Patient Factors That Raise the Risk

Not everyone faces the same bleeding risk. Research from a large study of coronary artery bypass patients identified several factors that independently increased the chance of returning to the operating room for bleeding: older age (particularly over 75), smaller body size, longer time on the bypass machine, and a higher number of graft connections performed during surgery. Smaller patients have less blood volume to begin with, so even moderate bleeding represents a larger proportion of their total supply. Older patients tend to have more fragile blood vessels and less robust clotting responses.

When Bleeding Happens

The highest risk window is the first 24 hours. A large study published in JAMA Network Open found that 42.7% of all major bleeding events in the first 30 days after surgery occurred on the first postoperative day. By 48 hours, more than half of all major bleeding episodes had already happened. By the end of the first week, 77.7% had occurred. Bleeding after the first two weeks is uncommon, with 88.3% of events resolved by day 14.

This is why patients spend the first day or two in the intensive care unit with chest tubes draining fluid and blood from the surgical area. The care team monitors the output closely. Drainage exceeding 200 mL in a single hour, or more than 2 mL per kilogram of body weight per hour for two consecutive hours during the first six hours, signals a serious problem. A study of cardiac surgery patients found that exceeding these thresholds was associated with a 2.9 times higher risk of death within 30 days, a 3.3 times higher risk of stroke, and dramatically higher odds of needing a return trip to the operating room.

What Happens When Bleeding Is Severe

When bleeding doesn’t stop on its own or with medications, the surgical team has two main paths. For clotting-related bleeding, they can give blood products: red blood cells to replace what’s lost, plasma to replenish clotting proteins, and platelet transfusions to restore clotting ability. Research shows that giving these in balanced ratios (roughly equal amounts of plasma, platelets, and red blood cells) leads to better outcomes than giving red blood cells alone. In a landmark trial, patients who received a 1:1:1 ratio of plasma to platelets to red blood cells achieved hemostasis 86% of the time, compared to 78% with less balanced ratios.

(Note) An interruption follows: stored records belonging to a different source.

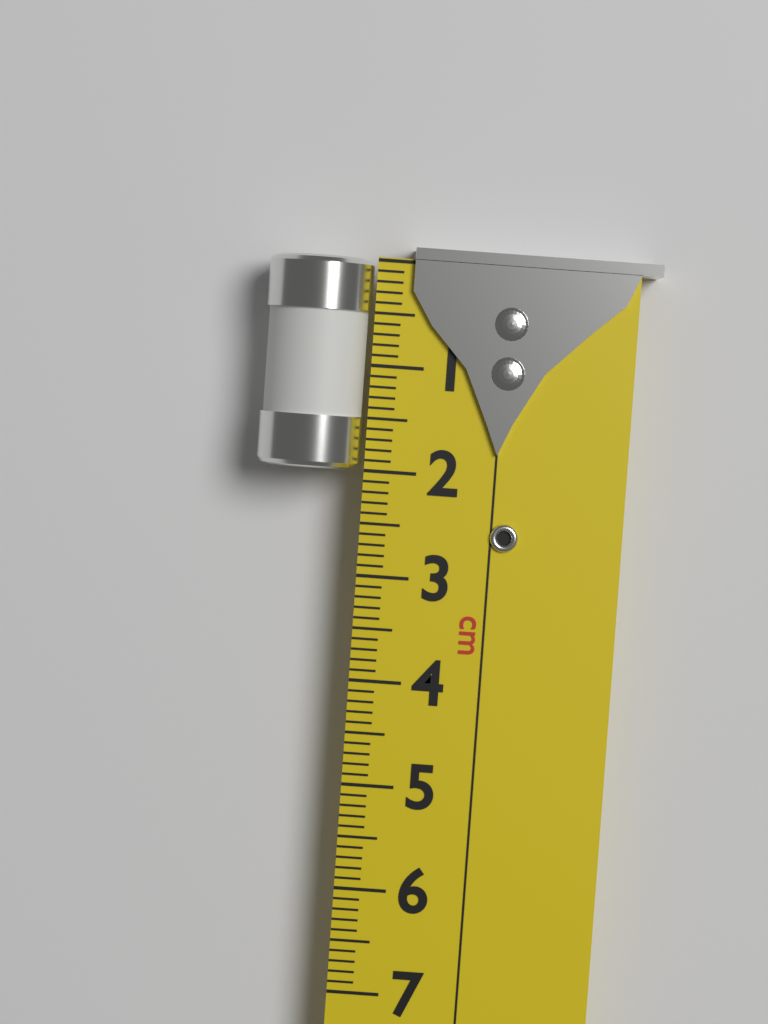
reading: 2.0 cm
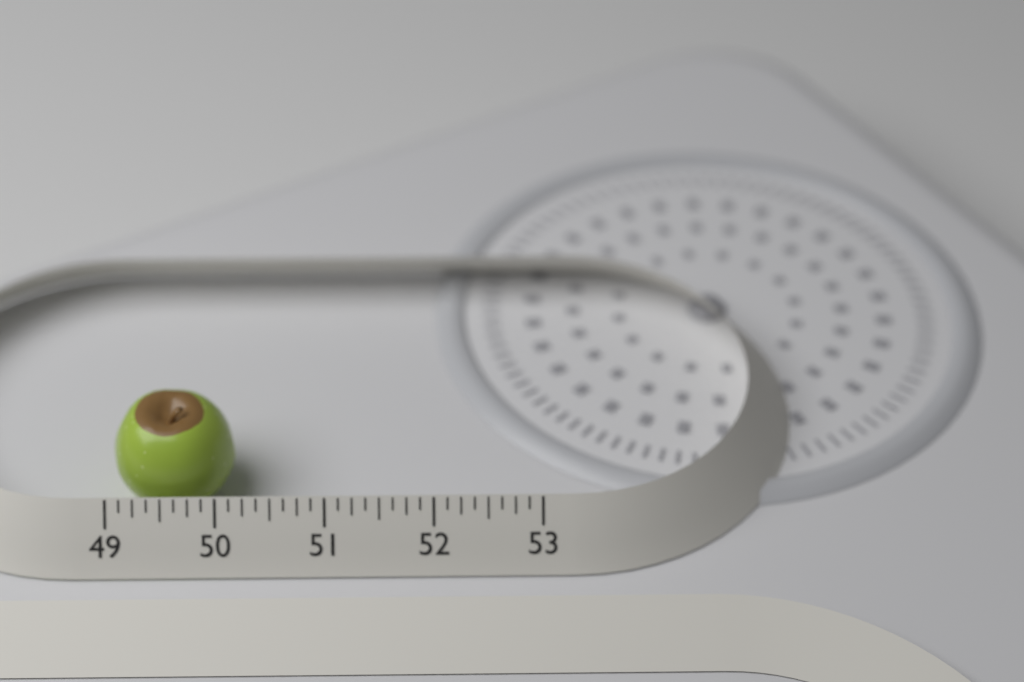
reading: 50.125 (no unit)
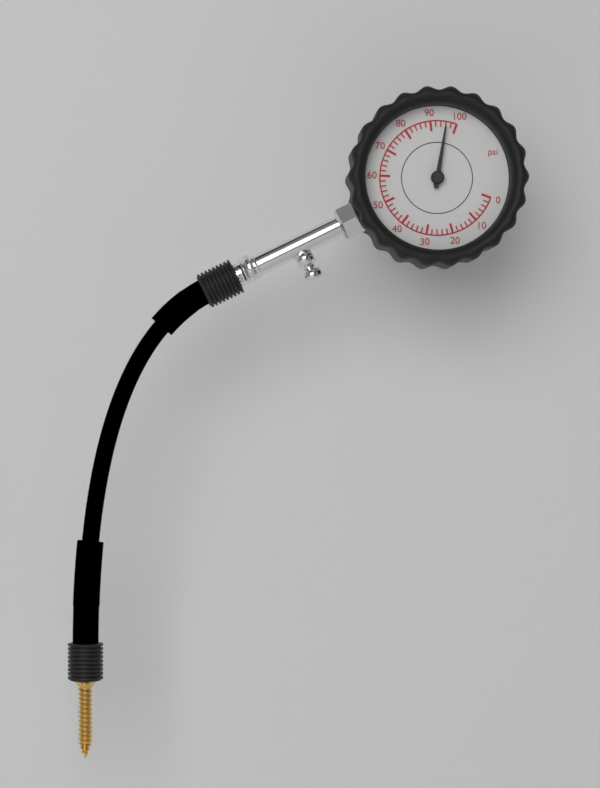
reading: 96 psi
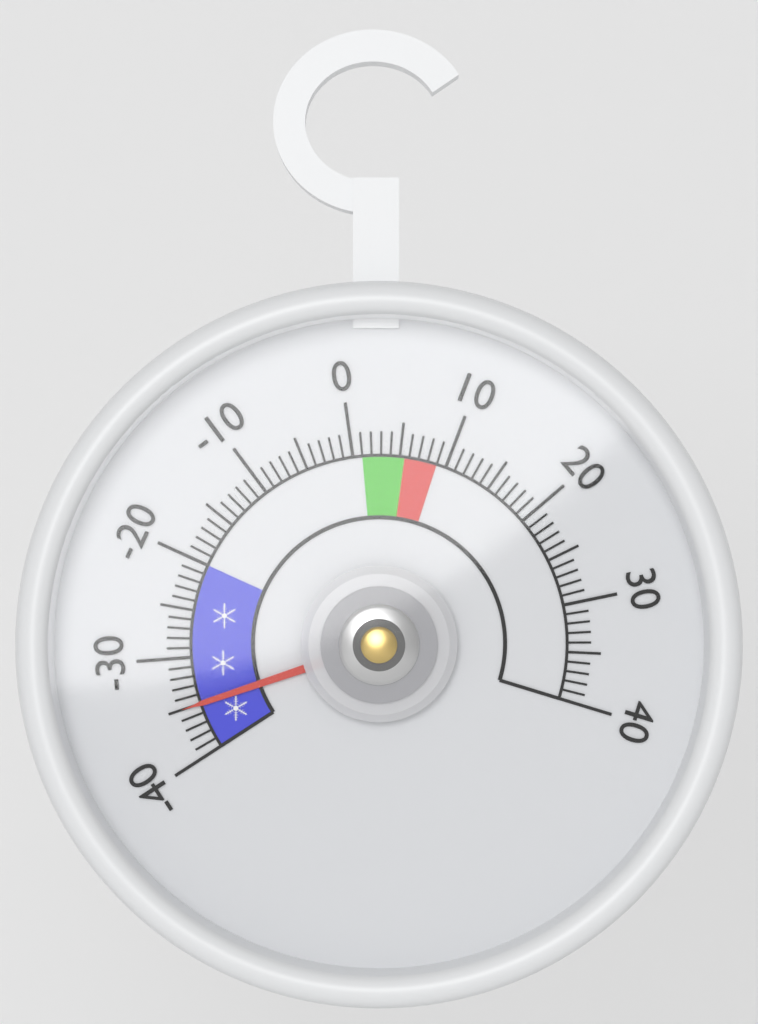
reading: -35 (no unit)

Medications that slow the breakdown of blood clots are also commonly used during and after surgery. These drugs work by blocking the conversion of an inactive protein in your blood into its active, clot-dissolving form. They’re particularly useful in patients who are known to be at higher risk, such as elderly patients, those with small body frames, or anyone facing a long time on the bypass machine.

When the bleeding source is surgical rather than a clotting problem, the patient may need re-exploration. This means returning to the operating room so the surgeon can reopen the chest, identify the specific site that’s bleeding, and repair it directly. While this sounds alarming, it’s a well-established part of cardiac surgery care and is sometimes the fastest path to stopping blood loss that medications and transfusions can’t control.

Cardiac Tamponade: A Dangerous Complication

One particularly serious form of postoperative bleeding is cardiac tamponade, where blood collects in the sac surrounding the heart and compresses it, preventing it from filling properly. Warning signs include a rapid heart rate, falling blood pressure, muffled or distant heart sounds, and visibly swollen neck veins. Paradoxically, chest tube output may actually decrease during tamponade because the blood is collecting in a space the tubes aren’t draining effectively, or because clots are blocking the tubes.

Tamponade is a surgical emergency. The pressure on the heart can quickly become life-threatening if the accumulated blood isn’t drained. This is one reason the ICU team watches not just for high chest tube output but also for the combination of low output with signs of cardiovascular decline.